Skip to content

Thursday, May 5, 1898

Quarter of the Nightwatch

Tonight, in the mess hall, they are honoring the Spanish pilot. We drink a toast to honor Spain and encourage him to talk. He is a rather straightforward, enthusiastic, and exuberant fellow. Like many of his countrymen, he is a caricature of Don Quixote de la Mancha who gradually takes on the role of Sancho as he goes along. But a Don Quixote who does not look emaciated and is lacking in humor bores me.

This highly spirited man is not a fool, and yet he insists that one Spaniard is worth three Americans. He does not doubt that Spain will eventually triumph.

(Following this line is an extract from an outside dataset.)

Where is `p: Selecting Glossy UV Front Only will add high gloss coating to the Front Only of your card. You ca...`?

This captain does not take this week’s battle too seriously; nonetheless, it makes him indignant toward the Americans. He believes that the reinforcement sent by Spain is already on its way here and that the Yankees cannot win against the sons of El Cid. When asked if an American is the equivalent of one Tagal in battle, he retorts that the Yankees are mere pork merchants, telegraph employees, clerks, mechanics, who should remain in their factories, behind their counters, on in their stables. “I can say, emphatically, that the Yankees are nothing but merchants.”

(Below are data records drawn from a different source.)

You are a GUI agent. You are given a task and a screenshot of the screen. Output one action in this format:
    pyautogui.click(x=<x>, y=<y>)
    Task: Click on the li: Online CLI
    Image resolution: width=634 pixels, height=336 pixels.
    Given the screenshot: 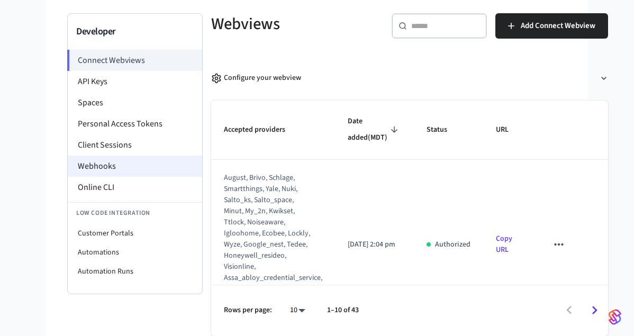 What is the action you would take?
    pyautogui.click(x=135, y=187)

. . . I am alone. What basically motivates the French in this war? A Frenchman will never admit that Spain had a right to act as she did 300 years ago in Cuba, in the Philippines, and in Spain itself. The long war between the French and the Spanish has taught one to honor the bravura of the other, but the national spirit of Spain has always profoundly rejected that of France. During the time of the League, a Parisian bourgeois looked at Spain in the same manner as we do today. Weyler and Polavieja follow the Duc de Alba’s way of thinking. Tradition is constant. If there is one country in the world where revolution could never be possible, it would be Spain. Therefore, this explains everything, and the true communion of thought is not possible between the two peoples. Eighty years ago, our experience pointed clearly to this fact.

But on the other hand, never will a a Frenchman admit that the pretext to fight for an ideal is reason enough to conquer. And this is why the Americans have deeply offended us. They invoke our principle only to trample on it later. This is the most painful blow that can be delivered on France. We pretend that the Americans will not retain the occupied territories, but how can we be sure? While waiting for the opportunities to keep them, they are holding on. Why are they sending troops to the Philippines? If they are waging a noble war for the freedom of the Cubans, let them confine that war to Cuba alone. Or else, this war is being fought primarily against Spain and not against Cuba.

We are the defeated. But, maybe, something more important than victory is being dragged down with us: civil rights. It is an outrage that the victor who upholds this same principle should grant himself these islands as his prize.

As long as victory is not ours, it is difficult to acknowledge the victory of others.